Google News to focus on local

Just came across something interesting from a few days ago that I somehow missed, but which could have serious implications for newspapers and their evolving relationship with Google: Search Engine Journal notes that Google News is tinkering with its algorithm and the way it ranks news stories. It wants to do a number of things, but one of the main ones is to promote the publication that first breaks a news story, rather than one of the follow-up pieces from newswires or larger papers.

That’s good for smaller local papers, since they will get more exposure and hence more traffic. It doesn’t say so in the Google News blog post, but I have to wonder if this is related to some of the criticism that Google got after they did the deal with Associated Press to host AP stories on Google servers and some people complained that local publications weren’t getting credit from Google News for the stories they were breaking.

Expanding the concept of “news”

Thanks to my mesh pal Mike Masnick from Techdirt for pointing me towards a recent column by Jeremy Wagstaff of Loose Wire (and the Wall Street Journal) that I had been meaning to post about. In the column, entitled “The Future of News,” Jeremy writes about how it’s difficult to talk about the future of news without admitting that the idea of what we call “news” has changed, and is continuing to change. As he puts its:

“There is no news. Or at least there is no longer a traditional, established and establishment definition of what is news.

Instead we have information. Some of it moving very fast, so it looks like news.”

This is partly the result of technology, in that more and more people are connected to sources of information than they used to be, even if those sources of information are friends or family on the other end of a cellphone or an MSN conversation, or a news feed. But all those connections have also expanded the definition of news:

“True, if someone hits a tall building with an airliner, that’s news to all of us. The U.S. invades or leaves Iraq; that’s news. But the rest of the time, news is a slippery beast that means different things to different people.”

And as newspapers and media websites everywhere are discovering, the news — the stuff people are really interested in — isn’t always what we put on the front page, or even the second or third page. Sometimes it’s the quirky or human-interest stories that really grab people. And yet, we routinely denigrate those types of stories.

“What we’re seeing with the Internet is not a revolution against the values of old media; a revolution against the notion that it’s only us who can dictate what is news.”

I couldn’t have said it better myself. Read the whole column here.

An update on the My Telegraph project

Shane Richmond, who is one of the masterminds behind the Telegraph’s community efforts and most recently the launch of its MyTelegraph venture — which includes blogs and profile pages for readers — has an update on how the project is going. Among other things, he says that about 4,500 people have signed up and have written thousands of blog posts, some of which — including one on the recent attempted terrorist attacks in London — have been excerpted in the newspaper. The Telegraph has also changed its comment system so that only registered readers can comment (the same system the Globe and Mail uses).

McAlister on media as a platform

Matt McAlister has a great post up about the idea of media as a platform, which I encourage anyone interested in the future of media online to read. He says that in his view it isn’t really about “openness” or “walled gardens” and other popular metaphors:

It’s not about stopping bad behavior or even embracing good behavior. It’s about investing in an architecture that promotes growth for an entire ecosystem. If you do it right, you will watch network effects take hold naturally. And then everyone wins.

McAlister says that the most successful media platforms, broadly speaking, are those that give their users the power to impact the experience for themselves and to improve the total experience for everyone as they use it.

“When you look around the Internet media landscape today you see a lot of successful companies that either consciously or subconsciously understand how to make media work as a platform.

MySpace created a fantastic expression platform, though perhaps unwittingly. Wikipedia evolved quickly into a massive research platform. Flickr and del.icio.us, of course, get the network effects inherent in sharing information…photos and links, respectively.

Washingtonpost and BBC Backstage are moving toward national political information platforms.”

There are lots of other good examples and smart thoughts from Matt. Go on and read the whole thing. I’ll wait :-)

Newspaper of the past — and future

Jack Shafer of Slate.com, a veteran journalist and all-around smart guy, has a great piece in which he looks at what newspapers were like decades ago — in terms of size, coverage, layout and staffing levels — and asks the provocative question: After the staff cuts, will the newspapers of the future look like the newspapers of the past? What you think of the answer may depend on whether you work at a newspaper or not:

“By my personal measure, the national and foreign news published in the summer of 1972 by the Times and Post matches the current product, even though it is less “featurey.”

That both papers did fine work with half the current manpower should encourage serious readers—even though it may depress journalists.”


> **Exercise**: Beginning with the first line of the data below, extract each line up to and including the one containing "This screenshot has width=1172, height=615.". Copy them exactly and add nothing.

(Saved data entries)
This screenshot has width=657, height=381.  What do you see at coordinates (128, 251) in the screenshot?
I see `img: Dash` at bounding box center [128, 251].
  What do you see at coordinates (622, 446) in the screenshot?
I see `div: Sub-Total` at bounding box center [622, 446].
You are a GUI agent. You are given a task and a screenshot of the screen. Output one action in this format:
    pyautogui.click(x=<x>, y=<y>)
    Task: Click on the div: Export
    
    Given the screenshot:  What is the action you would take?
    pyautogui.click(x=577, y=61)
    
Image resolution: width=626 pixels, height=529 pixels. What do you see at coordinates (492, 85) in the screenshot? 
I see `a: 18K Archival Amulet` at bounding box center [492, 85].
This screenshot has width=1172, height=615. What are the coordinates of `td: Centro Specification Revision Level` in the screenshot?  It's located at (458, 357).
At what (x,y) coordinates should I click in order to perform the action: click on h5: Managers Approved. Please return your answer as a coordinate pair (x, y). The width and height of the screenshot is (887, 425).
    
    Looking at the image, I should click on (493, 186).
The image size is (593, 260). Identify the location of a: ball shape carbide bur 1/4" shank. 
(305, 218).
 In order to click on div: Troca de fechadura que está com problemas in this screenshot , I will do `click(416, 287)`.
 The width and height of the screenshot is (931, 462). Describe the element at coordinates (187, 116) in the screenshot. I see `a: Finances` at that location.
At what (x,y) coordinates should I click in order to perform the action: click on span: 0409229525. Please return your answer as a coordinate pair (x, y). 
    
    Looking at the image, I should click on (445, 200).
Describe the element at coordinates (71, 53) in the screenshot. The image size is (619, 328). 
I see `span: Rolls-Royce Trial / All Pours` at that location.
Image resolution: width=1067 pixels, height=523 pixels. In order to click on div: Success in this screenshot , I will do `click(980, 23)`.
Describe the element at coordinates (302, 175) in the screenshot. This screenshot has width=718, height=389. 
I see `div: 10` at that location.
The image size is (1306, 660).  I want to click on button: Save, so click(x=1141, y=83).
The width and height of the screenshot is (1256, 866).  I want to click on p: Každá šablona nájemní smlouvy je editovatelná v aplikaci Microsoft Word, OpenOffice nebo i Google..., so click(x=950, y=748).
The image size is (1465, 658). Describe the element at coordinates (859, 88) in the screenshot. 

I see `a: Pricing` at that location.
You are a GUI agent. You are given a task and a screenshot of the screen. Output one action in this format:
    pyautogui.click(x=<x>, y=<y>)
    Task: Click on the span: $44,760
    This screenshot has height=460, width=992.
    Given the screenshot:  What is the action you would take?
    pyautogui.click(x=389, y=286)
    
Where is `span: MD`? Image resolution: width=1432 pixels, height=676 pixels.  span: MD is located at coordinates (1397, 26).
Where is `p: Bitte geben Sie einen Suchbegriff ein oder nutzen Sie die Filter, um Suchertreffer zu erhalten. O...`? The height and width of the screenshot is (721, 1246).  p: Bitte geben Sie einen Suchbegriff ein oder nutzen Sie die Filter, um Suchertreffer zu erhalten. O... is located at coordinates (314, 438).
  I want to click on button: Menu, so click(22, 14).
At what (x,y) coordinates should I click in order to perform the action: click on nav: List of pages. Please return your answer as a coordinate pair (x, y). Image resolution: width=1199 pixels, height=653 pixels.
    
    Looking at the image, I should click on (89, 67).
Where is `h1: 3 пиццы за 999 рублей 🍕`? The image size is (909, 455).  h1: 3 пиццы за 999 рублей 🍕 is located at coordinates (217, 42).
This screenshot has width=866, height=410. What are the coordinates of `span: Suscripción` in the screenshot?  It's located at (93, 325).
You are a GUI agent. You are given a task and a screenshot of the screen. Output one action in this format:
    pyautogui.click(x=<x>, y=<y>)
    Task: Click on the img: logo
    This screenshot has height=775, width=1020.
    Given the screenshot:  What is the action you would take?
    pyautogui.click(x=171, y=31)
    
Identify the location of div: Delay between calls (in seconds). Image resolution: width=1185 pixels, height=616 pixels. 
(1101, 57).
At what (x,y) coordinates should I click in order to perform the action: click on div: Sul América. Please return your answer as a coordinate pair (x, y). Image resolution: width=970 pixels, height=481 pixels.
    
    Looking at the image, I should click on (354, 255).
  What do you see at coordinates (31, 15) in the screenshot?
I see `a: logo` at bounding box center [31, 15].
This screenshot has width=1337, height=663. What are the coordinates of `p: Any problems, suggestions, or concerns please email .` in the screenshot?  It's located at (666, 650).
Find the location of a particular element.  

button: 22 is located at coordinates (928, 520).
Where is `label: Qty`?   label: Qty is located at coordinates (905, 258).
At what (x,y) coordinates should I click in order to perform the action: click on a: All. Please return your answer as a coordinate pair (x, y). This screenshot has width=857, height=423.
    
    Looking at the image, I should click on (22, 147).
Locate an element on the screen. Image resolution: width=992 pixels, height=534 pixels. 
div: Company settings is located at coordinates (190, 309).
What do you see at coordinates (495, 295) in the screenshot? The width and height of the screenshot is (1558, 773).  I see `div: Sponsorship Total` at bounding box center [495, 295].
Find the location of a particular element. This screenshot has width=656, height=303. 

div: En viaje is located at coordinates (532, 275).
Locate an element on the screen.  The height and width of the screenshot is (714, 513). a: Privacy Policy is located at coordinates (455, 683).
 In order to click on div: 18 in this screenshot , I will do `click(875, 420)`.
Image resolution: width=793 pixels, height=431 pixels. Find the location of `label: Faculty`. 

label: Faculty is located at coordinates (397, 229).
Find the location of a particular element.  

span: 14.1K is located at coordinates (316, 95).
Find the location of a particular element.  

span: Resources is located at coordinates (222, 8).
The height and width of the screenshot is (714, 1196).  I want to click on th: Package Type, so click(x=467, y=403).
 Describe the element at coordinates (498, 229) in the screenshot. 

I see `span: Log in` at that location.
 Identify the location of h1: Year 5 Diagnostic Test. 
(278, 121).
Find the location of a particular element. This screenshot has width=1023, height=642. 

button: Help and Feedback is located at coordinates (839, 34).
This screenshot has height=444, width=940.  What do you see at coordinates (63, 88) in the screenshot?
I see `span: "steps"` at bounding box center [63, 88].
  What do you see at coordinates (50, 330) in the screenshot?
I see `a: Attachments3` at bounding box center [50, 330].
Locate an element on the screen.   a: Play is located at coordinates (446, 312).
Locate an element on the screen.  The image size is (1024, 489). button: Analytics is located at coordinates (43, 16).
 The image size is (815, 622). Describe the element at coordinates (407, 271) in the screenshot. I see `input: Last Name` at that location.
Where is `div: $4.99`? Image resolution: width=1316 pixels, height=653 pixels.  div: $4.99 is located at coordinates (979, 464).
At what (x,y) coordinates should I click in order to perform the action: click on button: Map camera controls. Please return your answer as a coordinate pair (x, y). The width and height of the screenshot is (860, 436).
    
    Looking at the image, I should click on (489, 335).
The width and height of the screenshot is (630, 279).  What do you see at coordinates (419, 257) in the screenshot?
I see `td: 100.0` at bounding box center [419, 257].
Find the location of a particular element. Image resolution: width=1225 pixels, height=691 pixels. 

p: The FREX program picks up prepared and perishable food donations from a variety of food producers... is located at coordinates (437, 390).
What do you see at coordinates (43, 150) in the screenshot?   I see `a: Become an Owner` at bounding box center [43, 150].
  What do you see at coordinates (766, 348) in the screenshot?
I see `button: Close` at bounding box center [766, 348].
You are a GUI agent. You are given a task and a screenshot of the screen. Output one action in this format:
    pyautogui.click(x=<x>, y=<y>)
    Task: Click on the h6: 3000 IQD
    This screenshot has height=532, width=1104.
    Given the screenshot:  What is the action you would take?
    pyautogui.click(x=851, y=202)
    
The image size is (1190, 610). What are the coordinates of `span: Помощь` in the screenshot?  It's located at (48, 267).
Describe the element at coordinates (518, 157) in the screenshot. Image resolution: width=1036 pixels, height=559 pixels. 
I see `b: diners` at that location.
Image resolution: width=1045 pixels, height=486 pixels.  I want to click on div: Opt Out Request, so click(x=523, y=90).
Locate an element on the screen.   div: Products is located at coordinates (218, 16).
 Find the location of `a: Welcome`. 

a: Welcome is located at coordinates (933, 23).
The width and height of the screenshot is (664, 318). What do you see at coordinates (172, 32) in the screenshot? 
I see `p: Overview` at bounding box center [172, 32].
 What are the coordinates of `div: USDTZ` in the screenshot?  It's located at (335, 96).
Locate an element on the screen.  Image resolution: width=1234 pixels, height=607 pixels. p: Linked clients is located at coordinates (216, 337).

> **Response for this exercise**:
This screenshot has width=657, height=381.  What do you see at coordinates (128, 251) in the screenshot?
I see `img: Dash` at bounding box center [128, 251].
  What do you see at coordinates (622, 446) in the screenshot?
I see `div: Sub-Total` at bounding box center [622, 446].
You are a GUI agent. You are given a task and a screenshot of the screen. Output one action in this format:
    pyautogui.click(x=<x>, y=<y>)
    Task: Click on the div: Export
    
    Given the screenshot:  What is the action you would take?
    pyautogui.click(x=577, y=61)
    
Image resolution: width=626 pixels, height=529 pixels. What do you see at coordinates (492, 85) in the screenshot? 
I see `a: 18K Archival Amulet` at bounding box center [492, 85].
This screenshot has width=1172, height=615. What are the coordinates of `td: Centro Specification Revision Level` in the screenshot?  It's located at (458, 357).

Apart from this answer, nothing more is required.